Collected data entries
───
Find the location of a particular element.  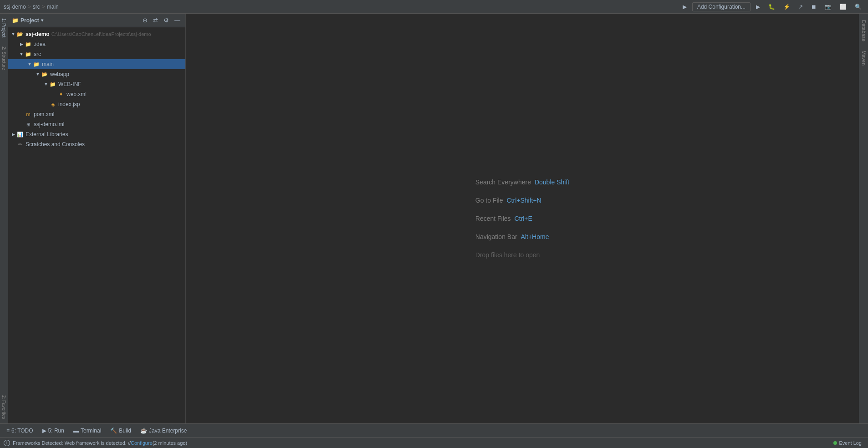

folder-icon-idea: 📁 is located at coordinates (28, 44).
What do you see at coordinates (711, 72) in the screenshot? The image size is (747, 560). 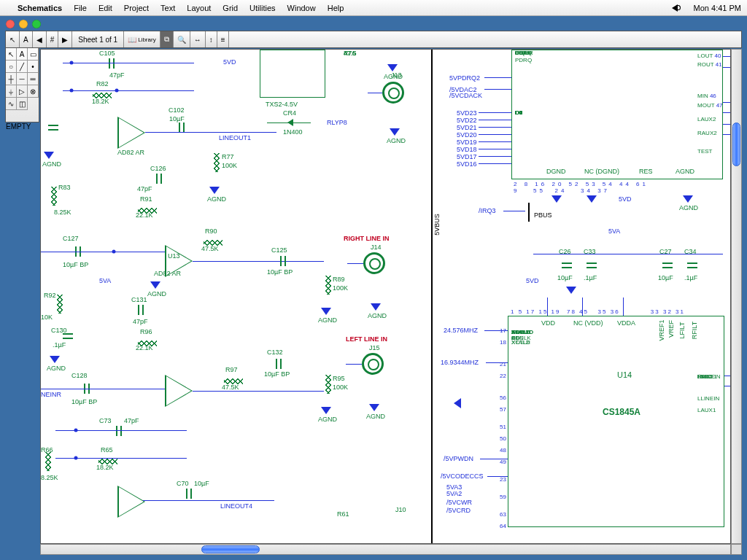 I see `header-right-pins: LOUT 40 ROUT 41 MIN 46 MOUT 47 LAUX2 RAU…` at bounding box center [711, 72].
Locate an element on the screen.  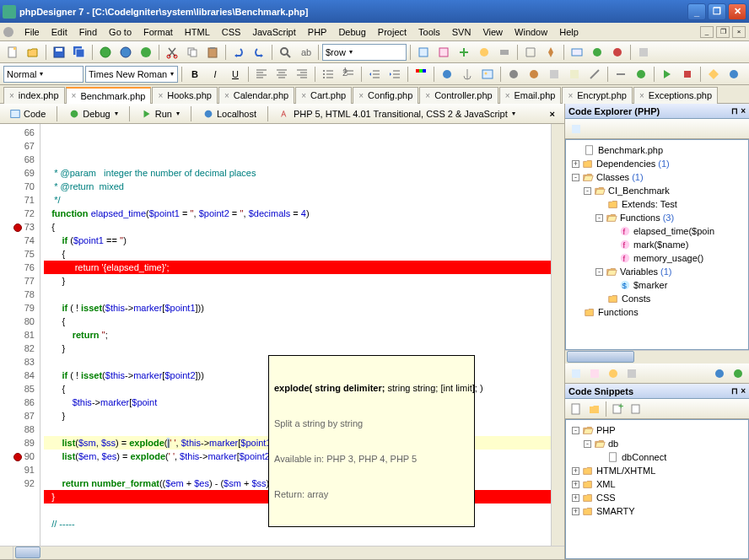
list-ul-button is located at coordinates (328, 74).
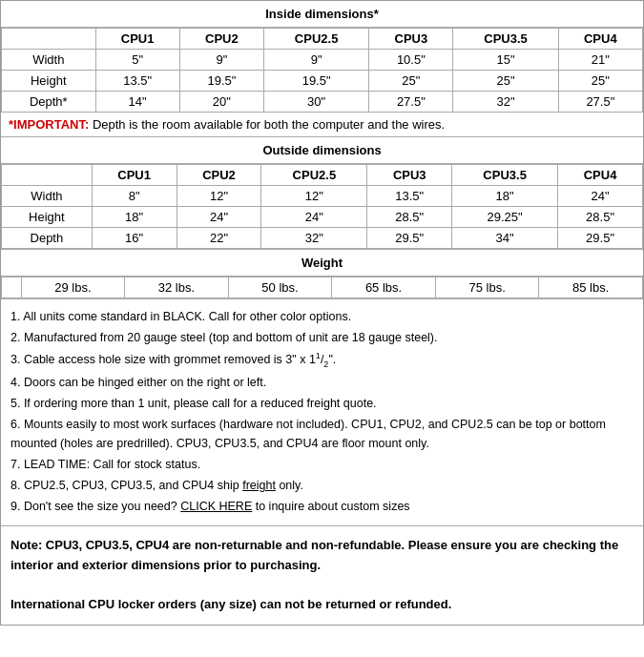 Image resolution: width=644 pixels, height=657 pixels. I want to click on outside-depth-label: Depth, so click(48, 238).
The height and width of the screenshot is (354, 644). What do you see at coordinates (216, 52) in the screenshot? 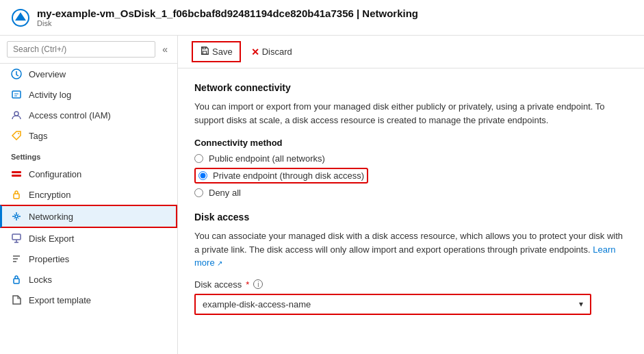
I see `save-button: Save` at bounding box center [216, 52].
───
[YOUR GOAL]
Starting at the line that holds "Locate an element on the screen.", print each line through the last one of the entries above, exactly and with both ends included; no pictures.

[RESPONSE AREA]
Locate an element on the screen.  
list-ul-button is located at coordinates (328, 74).
 Image resolution: width=644 pixels, height=657 pixels. I want to click on outside-depth-label: Depth, so click(48, 238).
The height and width of the screenshot is (354, 644). What do you see at coordinates (216, 52) in the screenshot? 
I see `save-button: Save` at bounding box center [216, 52].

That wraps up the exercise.